3 回答
The quick answer is that Node doesn't do any magic when converting from a Buffer to a string, whether it is ascii
or utf8
. Your utf8
string is totally invalid ascii
, so I guess ideally it would throw an error, but obviously it doesn't. I would not expect the è\u0081µ
since that is invalid ascii
.
You can see in the Node source, the code for converting from a buffer to a string are the ...slice
functions. The ascii
and utf8
functions are identical, leading to the behavior you are seeing. These constructors don't do anything fancy, they just take a sequence of bytes and convert it into a JS string, assuming that it is valid in that encoding.
The differences between the two encodings come from the AsciiWrite and Utf8Write functions in that file, which treat things differently.
For example:
new Buffer("聵", 'ascii') // <Buffer 75>
new Buffer("聵", 'utf8') // <Buffer e8 81 b5>
As you saw from your tests, binary
fits better with what you are looking for. binary
goes through each individual byte in a buffer and returns a string where each code point has that byte value.
(new Buffer([0xe8, 0x81, 0xb5])).toString('binary').charCodeAt(0); // 0xe8
Without knowing exactly what language that is, I am guessing Japanese (correct me if I am wrong). But I believe it is purely coincidental that the characters you supplied happen to fall in the ascii standard, Japanese character encodings
However, Shift JIS has the unfortunate property that it often breaks any parser (software that reads the coded text) that is not specifically designed to handle it. For example, a text search method can get false hits if it is not designed for Shift JIS. EUC, on the other hand, is handled much better by parsers that have been written for 7-bit ASCII (and thus EUC encodings are used on UNIX, where much of the file-handling code was historically only written for English encodings). But EUC is not backwards compatible with JIS X 0201, the first main Japanese encoding. Further complications arise because the original Internet e-mail standards only support 7-bit transfer protocols. Thus JIS encoding was developed for sending and receiving e-mails.
In character set standards such as JIS, not all required characters are included, so gaiji (外字 "external characters") are sometimes used to supplement the character set. Gaiji may come in the form of external font packs, where normal characters have been replaced with new characters, or the new characters have been added to unused character positions. However, gaiji are not practical in Internet environments since the font set must be transferred with text to use the gaiji. As a result, such characters are written with similar or simpler characters in place, or the text may need to be written using a larger character set (such as Unicode) that supports the required character.
I would try with some more "exotic" characters, as your test will fail.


_Instructions for the task_.
Pull every line of the entries that has the word "list".

● ● ● ● ●

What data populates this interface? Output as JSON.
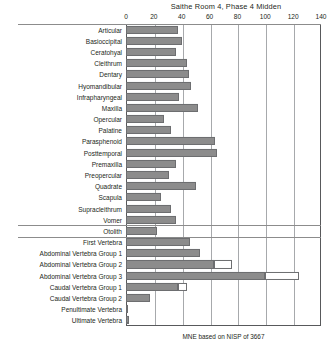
{
  "chart_data": {
    "type": "bar",
    "orientation": "horizontal",
    "title": "Saithe Room 4, Phase 4 Midden",
    "xlabel": "",
    "ylabel": "",
    "xlim": [
      0,
      140
    ],
    "xticks": [
      0,
      20,
      40,
      60,
      80,
      100,
      120,
      140
    ],
    "xtick_labels": [
      "0",
      "20",
      "40",
      "60",
      "80",
      "100",
      "120",
      "140"
    ],
    "grid": true,
    "legend": "none",
    "footnote": "MNE based on NISP of 3667",
    "categories": [
      "Articular",
      "Basioccipital",
      "Ceratohyal",
      "Cleithrum",
      "Dentary",
      "Hyomandibular",
      "Infrapharyngeal",
      "Maxilla",
      "Opercular",
      "Palatine",
      "Parasphenoid",
      "Posttemporal",
      "Premaxilla",
      "Preopercular",
      "Quadrate",
      "Scapula",
      "Supracleithrum",
      "Vomer",
      "Otolith",
      "First Vertebra",
      "Abdominal Vertebra Group 1",
      "Abdominal Vertebra Group 2",
      "Abdominal Vertebra Group 3",
      "Caudal Vertebra Group 1",
      "Caudal Vertebra Group 2",
      "Penultimate Vertebra",
      "Ultimate Vertebra"
    ],
    "values": [
      37,
      40,
      36,
      44,
      45,
      47,
      38,
      52,
      27,
      32,
      64,
      65,
      36,
      31,
      50,
      25,
      32,
      36,
      22,
      46,
      53,
      63,
      100,
      37,
      17,
      1,
      2
    ],
    "secondary_values": [
      0,
      0,
      0,
      0,
      0,
      0,
      0,
      0,
      0,
      0,
      0,
      0,
      0,
      0,
      0,
      0,
      0,
      0,
      0,
      0,
      0,
      76,
      124,
      44,
      0,
      0,
      0
    ],
    "group_separators_after": [
      "Vomer",
      "Otolith"
    ],
    "colors": {
      "bar_fill": "#8c8c8c",
      "bar_stroke": "#6d6e70",
      "secondary_fill": "#ffffff",
      "gridline": "#a7a9ac",
      "axis": "#58595b",
      "text": "#231f20"
    }
  }
}
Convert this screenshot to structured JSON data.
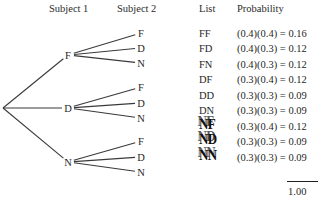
{
  "headers": {
    "subject1": "Subject 1",
    "subject2": "Subject 2",
    "list": "List",
    "probability": "Probability"
  },
  "tree": {
    "root": {
      "x": 3,
      "y": 108
    },
    "level1": [
      {
        "label": "F",
        "x": 68,
        "y": 55
      },
      {
        "label": "D",
        "x": 68,
        "y": 108
      },
      {
        "label": "N",
        "x": 68,
        "y": 162
      }
    ],
    "level2": [
      {
        "label": "F",
        "x": 141,
        "y": 33
      },
      {
        "label": "D",
        "x": 141,
        "y": 48
      },
      {
        "label": "N",
        "x": 141,
        "y": 63
      },
      {
        "label": "F",
        "x": 141,
        "y": 87
      },
      {
        "label": "D",
        "x": 141,
        "y": 103
      },
      {
        "label": "N",
        "x": 141,
        "y": 118
      },
      {
        "label": "F",
        "x": 141,
        "y": 141
      },
      {
        "label": "D",
        "x": 141,
        "y": 157
      },
      {
        "label": "N",
        "x": 141,
        "y": 172
      }
    ]
  },
  "rows": [
    {
      "list": "FF",
      "probability": "(0.4)(0.4) = 0.16",
      "y": 28,
      "artifact": false
    },
    {
      "list": "FD",
      "probability": "(0.4)(0.3) = 0.12",
      "y": 43,
      "artifact": false
    },
    {
      "list": "FN",
      "probability": "(0.4)(0.3) = 0.12",
      "y": 59,
      "artifact": false
    },
    {
      "list": "DF",
      "probability": "(0.3)(0.4) = 0.12",
      "y": 74,
      "artifact": false
    },
    {
      "list": "DD",
      "probability": "(0.3)(0.3) = 0.09",
      "y": 90,
      "artifact": false
    },
    {
      "list": "DN",
      "probability": "(0.3)(0.3) = 0.09",
      "y": 105,
      "artifact": false
    },
    {
      "list": "NF",
      "probability": "(0.3)(0.4) = 0.12",
      "y": 121,
      "artifact": true
    },
    {
      "list": "ND",
      "probability": "(0.3)(0.3) = 0.09",
      "y": 136,
      "artifact": true
    },
    {
      "list": "NN",
      "probability": "(0.3)(0.3) = 0.09",
      "y": 152,
      "artifact": true
    }
  ],
  "total": "1.00",
  "colors": {
    "ink": "#1f1f1f",
    "line": "#3a3a3a",
    "background": "#ffffff"
  }
}
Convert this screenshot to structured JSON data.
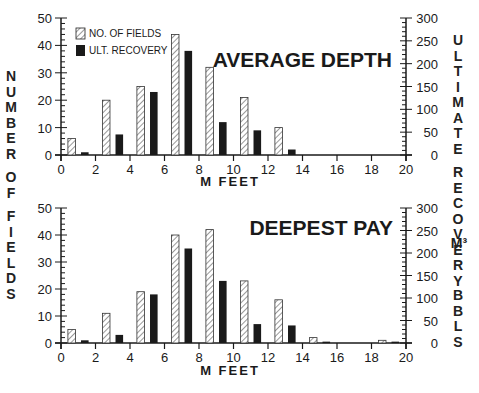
{
  "figure": {
    "left_axis_label": "NUMBER OF FIELDS",
    "right_axis_label_main": "ULTIMATE RECOVERY",
    "right_axis_unit_metric": "M³",
    "right_axis_unit_imperial": "BBLS",
    "x_axis_label": "M FEET",
    "legend": {
      "fields_label": "NO. OF FIELDS",
      "recovery_label": "ULT. RECOVERY"
    },
    "colors": {
      "ink": "#1a1a1a",
      "hatch_bg": "#ffffff"
    }
  },
  "chart_data": [
    {
      "type": "bar",
      "title": "AVERAGE DEPTH",
      "xlabel": "M FEET",
      "ylabel": "NUMBER OF FIELDS",
      "y2label": "ULTIMATE RECOVERY M³ BBLS",
      "xlim": [
        0,
        20
      ],
      "ylim": [
        0,
        50
      ],
      "y2lim": [
        0,
        300
      ],
      "x_ticks": [
        0,
        2,
        4,
        6,
        8,
        10,
        12,
        14,
        16,
        18,
        20
      ],
      "y_ticks": [
        0,
        10,
        20,
        30,
        40,
        50
      ],
      "y2_ticks": [
        0,
        50,
        100,
        150,
        200,
        250,
        300
      ],
      "categories": [
        "0-2",
        "2-4",
        "4-6",
        "6-8",
        "8-10",
        "10-12",
        "12-14",
        "14-16",
        "16-18",
        "18-20"
      ],
      "bin_starts": [
        0,
        2,
        4,
        6,
        8,
        10,
        12,
        14,
        16,
        18
      ],
      "series": [
        {
          "name": "NO. OF FIELDS",
          "axis": "left",
          "style": "hatched",
          "values": [
            6,
            20,
            25,
            44,
            32,
            21,
            10,
            0,
            0,
            0
          ]
        },
        {
          "name": "ULT. RECOVERY",
          "axis": "right",
          "style": "solid",
          "values": [
            6,
            45,
            138,
            228,
            72,
            54,
            12,
            0,
            0,
            0
          ]
        }
      ],
      "legend_position": "upper left",
      "grid": false
    },
    {
      "type": "bar",
      "title": "DEEPEST PAY",
      "xlabel": "M FEET",
      "ylabel": "NUMBER OF FIELDS",
      "y2label": "ULTIMATE RECOVERY M³ BBLS",
      "xlim": [
        0,
        20
      ],
      "ylim": [
        0,
        50
      ],
      "y2lim": [
        0,
        300
      ],
      "x_ticks": [
        0,
        2,
        4,
        6,
        8,
        10,
        12,
        14,
        16,
        18,
        20
      ],
      "y_ticks": [
        0,
        10,
        20,
        30,
        40,
        50
      ],
      "y2_ticks": [
        0,
        50,
        100,
        150,
        200,
        250,
        300
      ],
      "categories": [
        "0-2",
        "2-4",
        "4-6",
        "6-8",
        "8-10",
        "10-12",
        "12-14",
        "14-16",
        "16-18",
        "18-20"
      ],
      "bin_starts": [
        0,
        2,
        4,
        6,
        8,
        10,
        12,
        14,
        16,
        18
      ],
      "series": [
        {
          "name": "NO. OF FIELDS",
          "axis": "left",
          "style": "hatched",
          "values": [
            5,
            11,
            19,
            40,
            42,
            23,
            16,
            2,
            0,
            1
          ]
        },
        {
          "name": "ULT. RECOVERY",
          "axis": "right",
          "style": "solid",
          "values": [
            6,
            18,
            108,
            210,
            138,
            42,
            39,
            3,
            0,
            3
          ]
        }
      ],
      "grid": false
    }
  ]
}
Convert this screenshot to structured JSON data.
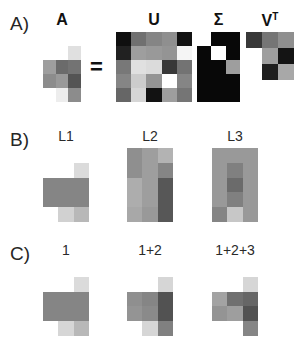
{
  "figure": {
    "width": 306,
    "height": 344,
    "background": "#ffffff",
    "equals_symbol": "="
  },
  "panels": {
    "a": {
      "label": "A)"
    },
    "b": {
      "label": "B)"
    },
    "c": {
      "label": "C)"
    }
  },
  "titles": {
    "a_matrix": "A",
    "u_matrix": "U",
    "sigma_matrix": "Σ",
    "vt_matrix_base": "V",
    "vt_matrix_sup": "T",
    "l1": "L1",
    "l2": "L2",
    "l3": "L3",
    "recon1": "1",
    "recon2": "1+2",
    "recon3": "1+2+3"
  },
  "chart_data": {
    "type": "heatmap",
    "colormap": "grayscale",
    "value_range": [
      0,
      1
    ],
    "matrices": [
      {
        "name": "A",
        "panel": "A",
        "rows": 5,
        "cols": 3,
        "values": [
          [
            1.0,
            1.0,
            1.0
          ],
          [
            1.0,
            1.0,
            0.88
          ],
          [
            0.62,
            0.42,
            0.45
          ],
          [
            0.55,
            0.6,
            0.33
          ],
          [
            1.0,
            0.93,
            0.55
          ]
        ]
      },
      {
        "name": "U",
        "panel": "A",
        "rows": 5,
        "cols": 5,
        "values": [
          [
            0.06,
            0.44,
            0.52,
            0.56,
            0.07
          ],
          [
            0.13,
            0.62,
            0.6,
            0.58,
            0.96
          ],
          [
            0.47,
            0.88,
            0.86,
            0.22,
            0.45
          ],
          [
            0.52,
            0.8,
            0.58,
            1.0,
            0.52
          ],
          [
            0.4,
            0.84,
            0.07,
            0.62,
            0.46
          ]
        ]
      },
      {
        "name": "Sigma",
        "panel": "A",
        "rows": 5,
        "cols": 3,
        "values": [
          [
            1.0,
            0.03,
            0.03
          ],
          [
            0.03,
            1.0,
            0.03
          ],
          [
            0.03,
            0.03,
            0.62
          ],
          [
            0.03,
            0.03,
            0.03
          ],
          [
            0.03,
            0.03,
            0.03
          ]
        ]
      },
      {
        "name": "VT",
        "panel": "A",
        "rows": 3,
        "cols": 3,
        "values": [
          [
            0.22,
            0.46,
            0.56
          ],
          [
            1.0,
            0.62,
            0.08
          ],
          [
            1.0,
            0.12,
            0.66
          ]
        ]
      },
      {
        "name": "L1",
        "panel": "B",
        "rows": 5,
        "cols": 3,
        "values": [
          [
            1.0,
            1.0,
            1.0
          ],
          [
            1.0,
            1.0,
            0.86
          ],
          [
            0.52,
            0.52,
            0.52
          ],
          [
            0.52,
            0.52,
            0.52
          ],
          [
            1.0,
            0.82,
            0.72
          ]
        ]
      },
      {
        "name": "L2",
        "panel": "B",
        "rows": 5,
        "cols": 3,
        "values": [
          [
            0.56,
            0.62,
            0.7
          ],
          [
            0.56,
            0.62,
            0.52
          ],
          [
            0.68,
            0.62,
            0.34
          ],
          [
            0.68,
            0.62,
            0.34
          ],
          [
            0.66,
            0.6,
            0.34
          ]
        ]
      },
      {
        "name": "L3",
        "panel": "B",
        "rows": 5,
        "cols": 3,
        "values": [
          [
            0.6,
            0.6,
            0.6
          ],
          [
            0.6,
            0.5,
            0.6
          ],
          [
            0.6,
            0.42,
            0.6
          ],
          [
            0.6,
            0.5,
            0.6
          ],
          [
            0.52,
            0.78,
            0.6
          ]
        ]
      },
      {
        "name": "Recon1",
        "panel": "C",
        "rows": 5,
        "cols": 3,
        "values": [
          [
            1.0,
            1.0,
            1.0
          ],
          [
            1.0,
            1.0,
            0.86
          ],
          [
            0.52,
            0.52,
            0.52
          ],
          [
            0.52,
            0.52,
            0.52
          ],
          [
            1.0,
            0.84,
            0.72
          ]
        ]
      },
      {
        "name": "Recon2",
        "panel": "C",
        "rows": 5,
        "cols": 3,
        "values": [
          [
            1.0,
            1.0,
            1.0
          ],
          [
            1.0,
            1.0,
            0.84
          ],
          [
            0.56,
            0.52,
            0.32
          ],
          [
            0.58,
            0.54,
            0.32
          ],
          [
            1.0,
            0.84,
            0.5
          ]
        ]
      },
      {
        "name": "Recon3",
        "panel": "C",
        "rows": 5,
        "cols": 3,
        "values": [
          [
            1.0,
            1.0,
            1.0
          ],
          [
            1.0,
            1.0,
            0.84
          ],
          [
            0.64,
            0.44,
            0.4
          ],
          [
            0.58,
            0.62,
            0.32
          ],
          [
            1.0,
            1.0,
            0.52
          ]
        ]
      }
    ]
  },
  "layout": {
    "matrices": [
      {
        "key": "A",
        "x": 43,
        "y": 32,
        "w": 38,
        "h": 70,
        "name": "matrix-a"
      },
      {
        "key": "U",
        "x": 116,
        "y": 32,
        "w": 76,
        "h": 70,
        "name": "matrix-u"
      },
      {
        "key": "Sigma",
        "x": 197,
        "y": 32,
        "w": 43,
        "h": 70,
        "name": "matrix-sigma"
      },
      {
        "key": "VT",
        "x": 246,
        "y": 32,
        "w": 48,
        "h": 48,
        "name": "matrix-vt"
      },
      {
        "key": "L1",
        "x": 43,
        "y": 148,
        "w": 46,
        "h": 74,
        "name": "matrix-l1"
      },
      {
        "key": "L2",
        "x": 127,
        "y": 148,
        "w": 46,
        "h": 74,
        "name": "matrix-l2"
      },
      {
        "key": "L3",
        "x": 212,
        "y": 148,
        "w": 46,
        "h": 74,
        "name": "matrix-l3"
      },
      {
        "key": "Recon1",
        "x": 43,
        "y": 262,
        "w": 46,
        "h": 74,
        "name": "matrix-recon1"
      },
      {
        "key": "Recon2",
        "x": 127,
        "y": 262,
        "w": 46,
        "h": 74,
        "name": "matrix-recon2"
      },
      {
        "key": "Recon3",
        "x": 212,
        "y": 262,
        "w": 46,
        "h": 74,
        "name": "matrix-recon3"
      }
    ]
  }
}
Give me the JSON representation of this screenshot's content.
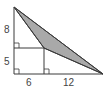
{
  "diagram": {
    "labels": {
      "left_upper": "8",
      "left_lower": "5",
      "bottom_left": "6",
      "bottom_right": "12"
    },
    "colors": {
      "stroke": "#3a3a3a",
      "shaded_fill": "#a9a9a9",
      "background": "#ffffff",
      "text": "#444444"
    },
    "shaded_region": "triangle formed by top vertex, rectangle corner, and right vertex",
    "right_angle_markers": 3
  }
}
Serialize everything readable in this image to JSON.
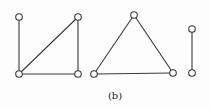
{
  "figure": {
    "caption": "(b)",
    "colors": {
      "stroke": "#3a3a3a",
      "node_fill": "#ffffff"
    },
    "graphs": [
      {
        "name": "graph-left",
        "nodes": [
          [
            19,
            17
          ],
          [
            78,
            17
          ],
          [
            19,
            74
          ],
          [
            78,
            74
          ]
        ],
        "edges": [
          [
            0,
            2
          ],
          [
            2,
            3
          ],
          [
            3,
            1
          ],
          [
            2,
            1
          ]
        ]
      },
      {
        "name": "graph-triangle",
        "nodes": [
          [
            94,
            74
          ],
          [
            134,
            15
          ],
          [
            173,
            73
          ]
        ],
        "edges": [
          [
            0,
            1
          ],
          [
            1,
            2
          ],
          [
            0,
            2
          ]
        ]
      },
      {
        "name": "graph-edge",
        "nodes": [
          [
            192,
            29
          ],
          [
            192,
            73
          ]
        ],
        "edges": [
          [
            0,
            1
          ]
        ]
      }
    ]
  }
}
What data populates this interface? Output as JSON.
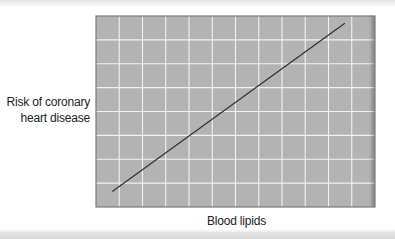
{
  "chart_data": {
    "type": "line",
    "title": "",
    "xlabel": "Blood lipids",
    "ylabel": "Risk of coronary heart disease",
    "ylabel_lines": [
      "Risk of coronary",
      "heart disease"
    ],
    "xlim": [
      0,
      12
    ],
    "ylim": [
      0,
      8
    ],
    "grid": true,
    "legend": null,
    "x_ticks": [],
    "y_ticks": [],
    "series": [
      {
        "name": "Risk vs blood lipids",
        "x": [
          0.7,
          10.7
        ],
        "y": [
          0.65,
          7.7
        ],
        "color": "#333333"
      }
    ],
    "annotations": []
  },
  "colors": {
    "plot_fill": "#b3b3b3",
    "gridline": "#f2f2f2",
    "axis_border": "#7a7a7a",
    "line": "#333333",
    "text": "#222222"
  },
  "layout": {
    "plot_left": 96,
    "plot_top": 16,
    "plot_width": 279,
    "plot_height": 191,
    "grid_cols": 12,
    "grid_rows": 8
  }
}
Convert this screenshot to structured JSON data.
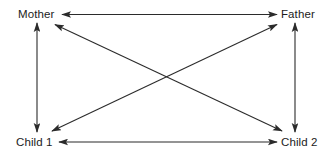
{
  "diagram": {
    "type": "family-interaction-network",
    "background_color": "#ffffff",
    "line_color": "#2b2b2b",
    "text_color": "#1c1c1c",
    "nodes": [
      {
        "id": "mother",
        "label": "Mother",
        "position": "top-left"
      },
      {
        "id": "father",
        "label": "Father",
        "position": "top-right"
      },
      {
        "id": "child1",
        "label": "Child 1",
        "position": "bottom-left"
      },
      {
        "id": "child2",
        "label": "Child 2",
        "position": "bottom-right"
      }
    ],
    "edges": [
      {
        "id": "mother-father",
        "from": "Mother",
        "to": "Father",
        "style": "double-headed",
        "orientation": "horizontal-top"
      },
      {
        "id": "child1-child2",
        "from": "Child 1",
        "to": "Child 2",
        "style": "double-headed",
        "orientation": "horizontal-bottom"
      },
      {
        "id": "mother-child1",
        "from": "Mother",
        "to": "Child 1",
        "style": "double-headed",
        "orientation": "vertical-left"
      },
      {
        "id": "father-child2",
        "from": "Father",
        "to": "Child 2",
        "style": "double-headed",
        "orientation": "vertical-right"
      },
      {
        "id": "mother-child2",
        "from": "Mother",
        "to": "Child 2",
        "style": "double-headed",
        "orientation": "diagonal-descending"
      },
      {
        "id": "father-child1",
        "from": "Father",
        "to": "Child 1",
        "style": "double-headed",
        "orientation": "diagonal-ascending"
      }
    ]
  }
}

● ● ● ● ●

_Answer space_.
    "list": "List",
      "list": "FF",
      "list": "FD",
      "list": "FN",
      "list": "DF",
      "list": "DD",
      "list": "DN",
      "list": "NF",
      "list": "ND",
      "list": "NN",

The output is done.